We risk getting diseases if these intricately woven networks fail to function properly.

Vascular atrophy is often caused by heart conditions that get worse with age, but malignant tumors are marked by excessive growth of vessels that are going in the wrong direction.

New blood vessels growing in the wrong area is also linked to wet macular degeneration. In the worst-case scenario, the disorder can result in blindness.

It’s a nutritious door opener

“To help us develop targeted therapies for these kinds of disease,” says professor Potente from Charité (BIH), “we want to find out how exactly the growth of new blood vessels – a process called angiogenesis – is regulated within the body.” 

His Angiogenesis and Metabolism Laboratory is part of the Berlin Center for Translational Vascular Biomedicine, which is a collaborative effort between the BIH, Charité – Universitätsmedizin Berlin, and the MDC.

Now, Potente with his team have made some big steps forward: The researchers write in Nature Metabolism that two proteins called YAP and TAZ play a critical role in allowing capillaries to sprout even under difficult metabolic conditions.

The Hippo signaling system, of which these proteins are a component, controls the size and number of organs in virtually every species.

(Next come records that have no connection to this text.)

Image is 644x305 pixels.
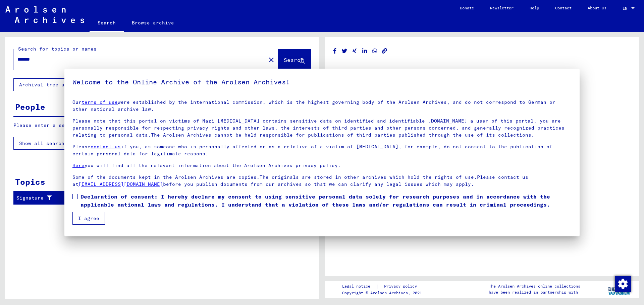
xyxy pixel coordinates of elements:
p: Please if you, as someone who is personally affected or as a relative of a victim of [MEDICAL_DAT... [72,143,572,157]
button: I agree [72,212,105,225]
a: contact us [90,144,121,150]
h5: Welcome to the Online Archive of the Arolsen Archives! [72,77,572,87]
p: Please note that this portal on victims of Nazi [MEDICAL_DATA] contains sensitive data on identif... [72,118,572,139]
img: Change consent [615,276,631,292]
a: Here [72,163,85,168]
div: Change consent [614,275,631,292]
p: Our were established by the international commission, which is the highest governing body of the ... [72,99,572,113]
p: you will find all the relevant information about the Arolsen Archives privacy policy. [72,162,572,169]
a: terms of use [82,99,118,105]
span: Declaration of consent: I hereby declare my consent to using sensitive personal data solely for r... [80,193,572,208]
p: Some of the documents kept in the Arolsen Archives are copies.The originals are stored in other a... [72,174,572,188]
a: [EMAIL_ADDRESS][DOMAIN_NAME] [79,181,163,187]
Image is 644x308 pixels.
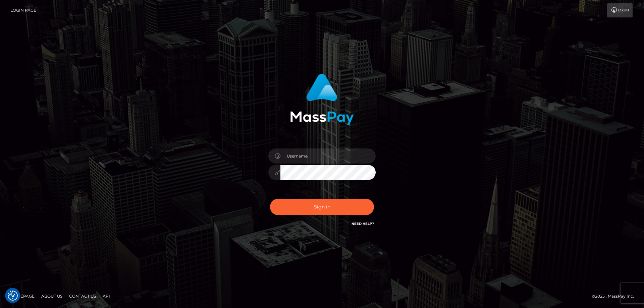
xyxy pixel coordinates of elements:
[11,3,36,17] a: Login Page
[280,148,376,164] input: Username...
[270,198,374,215] button: Sign in
[39,291,65,301] a: About Us
[352,222,374,226] a: Need Help?
[7,291,18,301] img: Revisit consent button
[100,291,113,301] a: API
[290,74,354,125] img: MassPay Login
[607,3,632,17] a: Login
[67,291,99,301] a: Contact Us
[7,291,18,301] button: Consent Preferences
[7,291,37,301] a: Homepage
[591,292,639,300] div: © 2025 , MassPay Inc.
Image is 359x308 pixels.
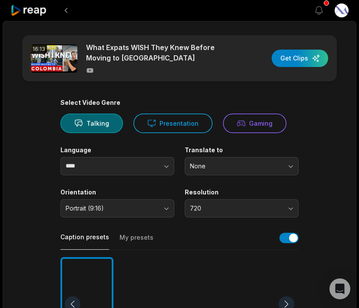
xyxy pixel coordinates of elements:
label: Resolution [185,188,298,196]
div: Select Video Genre [60,99,298,106]
button: Get Clips [271,50,328,67]
label: Translate to [185,146,298,154]
label: Language [60,146,174,154]
span: 720 [190,204,281,212]
button: None [185,157,298,175]
label: Orientation [60,188,174,196]
button: Portrait (9:16) [60,199,174,217]
div: 16:13 [31,44,47,54]
button: Talking [60,113,123,133]
div: Open Intercom Messenger [329,278,350,299]
p: What Expats WISH They Knew Before Moving to [GEOGRAPHIC_DATA] [86,42,236,63]
button: Presentation [133,113,212,133]
span: Portrait (9:16) [66,204,157,212]
button: Caption presets [60,232,109,249]
button: Gaming [223,113,286,133]
button: My presets [119,233,153,249]
span: None [190,162,281,170]
button: 720 [185,199,298,217]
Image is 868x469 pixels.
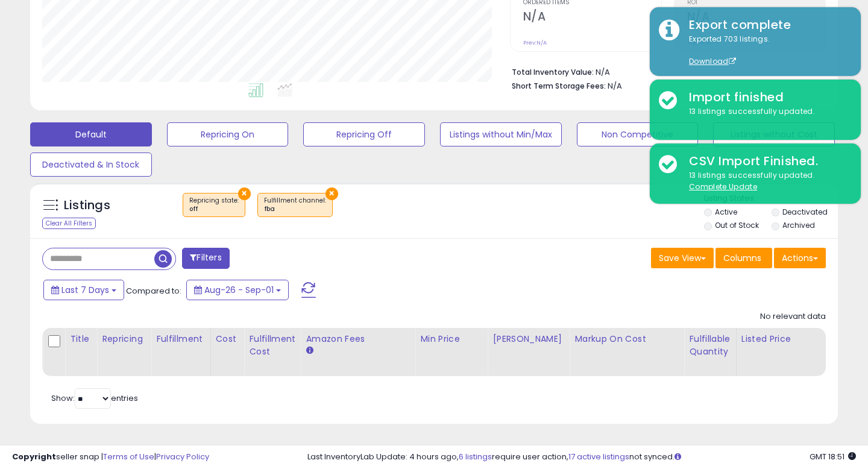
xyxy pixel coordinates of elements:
button: Columns [715,248,772,269]
h5: Listings [64,197,111,214]
button: Repricing Off [303,123,425,146]
div: fba [264,205,326,214]
h2: N/A [524,10,662,26]
div: [PERSON_NAME] [492,333,565,346]
div: 13 listings successfully updated. [680,106,852,118]
th: The percentage added to the cost of goods (COGS) that forms the calculator for Min & Max prices. [570,328,684,377]
span: Columns [724,252,762,264]
small: Prev: N/A [524,39,547,47]
div: Clear All Filters [42,218,96,229]
div: 13 listings successfully updated. [680,170,852,193]
div: Export complete [680,16,852,34]
label: Deactivated [783,207,828,218]
li: N/A [512,64,817,79]
strong: Copyright [12,452,56,463]
a: Privacy Policy [156,452,209,463]
div: CSV Import Finished. [680,153,852,170]
span: Show: entries [51,393,138,404]
button: Save View [651,248,714,269]
div: off [189,205,238,214]
div: seller snap | | [12,452,209,464]
div: Amazon Fees [306,333,410,346]
b: Total Inventory Value: [512,67,594,77]
div: No relevant data [760,312,826,323]
button: × [325,187,338,200]
button: Deactivated & In Stock [30,153,152,176]
a: 6 listings [459,452,492,463]
div: Markup on Cost [575,333,679,346]
label: Active [715,207,737,218]
button: Non Competitive [577,123,699,146]
button: Aug-26 - Sep-01 [186,280,289,301]
div: Fulfillment [156,333,205,346]
button: Actions [774,248,826,269]
span: 2025-09-11 18:51 GMT [810,452,856,463]
a: Download [689,56,736,67]
button: Listings without Min/Max [440,123,562,146]
span: Compared to: [126,285,182,297]
span: Last 7 Days [61,284,109,296]
div: Listed Price [742,333,846,346]
span: Fulfillment channel : [264,196,326,214]
div: Repricing [102,333,146,346]
span: Repricing state : [189,196,238,214]
span: N/A [608,80,622,91]
div: Last InventoryLab Update: 4 hours ago, require user action, not synced. [308,452,856,464]
button: Filters [182,248,229,269]
button: Last 7 Days [44,280,124,301]
label: Out of Stock [715,220,759,230]
div: Title [70,333,91,346]
div: Cost [216,333,239,346]
a: 17 active listings [568,452,630,463]
div: Fulfillable Quantity [689,333,731,358]
small: Amazon Fees. [306,346,313,357]
span: Aug-26 - Sep-01 [205,284,274,296]
button: Repricing On [167,123,289,146]
div: Import finished [680,89,852,106]
div: Min Price [420,333,482,346]
u: Complete Update [689,182,757,192]
label: Archived [783,220,815,230]
button: Default [30,123,152,146]
div: Fulfillment Cost [249,333,295,358]
b: Short Term Storage Fees: [512,80,606,91]
div: Exported 703 listings. [680,34,852,68]
button: × [238,187,251,200]
a: Terms of Use [103,452,154,463]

“If these two molecules are active in the cells of the vessels’ inner wall – the endothelium – they read genes that lead to increased growth of certain surface transporters,” adds Potente, also a guest research scientist at the Max Delbrück Center for Molecular Medicine in the Helmholtz Association (MDC).

“These allow the vessel cells to absorb more nutrients that are important for growth and cell division.” Since YAP and TAZ both work in the same way, they act as a sort of door-opener.

“This increased absorption of nutrients leads to the activation of another protein, called mTOR,” Potente explains.

mTOR is a critical regulatory point in cells that regulates cell growth and division.

He continues, “This allows new blood vessel networks to expand.”

However, the researchers are still unsure which signals control YAP and TAZ activity in endothelial cells.

Insights from the retinas of mice

“we’ve discovered a mechanism that enables blood vessels to align their growth closely to the situation in their surroundings,” adds Professor Holger Gerhardt, head of the MDC’s Integrative Vascular Biology Laboratory.

“The mechanism stops endothelial cells from dividing if the metabolic resources needed for the process aren’t there.”

The results are based on mice studies. The mouse retina is an excellent model for studying the formation of blood vessels.

“Using genetically modified mouse lines, we showed how endothelial cells that don’t produce YAP and TAZ almost never divide,” Potente explains.

“This inhibited vessel growth in the mice.”

In this process, the TAZ protein is particularly significant, whereas, in most other types of cells, YAP is the deciding factor.

Critical molecular components

“Because new blood vessels frequently form in tissues with a poor blood supply” Potente adds, “endothelial cells must be able to grow in the most challenging metabolic conditions.”

“That’s why it’s so important for these cells to have molecular machinery that recognizes and reacts to subtle changes in the extracellular milieu.”

Potente and Gerhardt now aim to see how much the mechanism they outlined during tissue development is involved in regeneration and repair processes that rely largely on blood vessels, with the help of their teams.

“We’re primarily interested in finding out whether and, if relevant, how malfunctions in that signaling pathway can cause vascular diseases in humans,” Potente notes.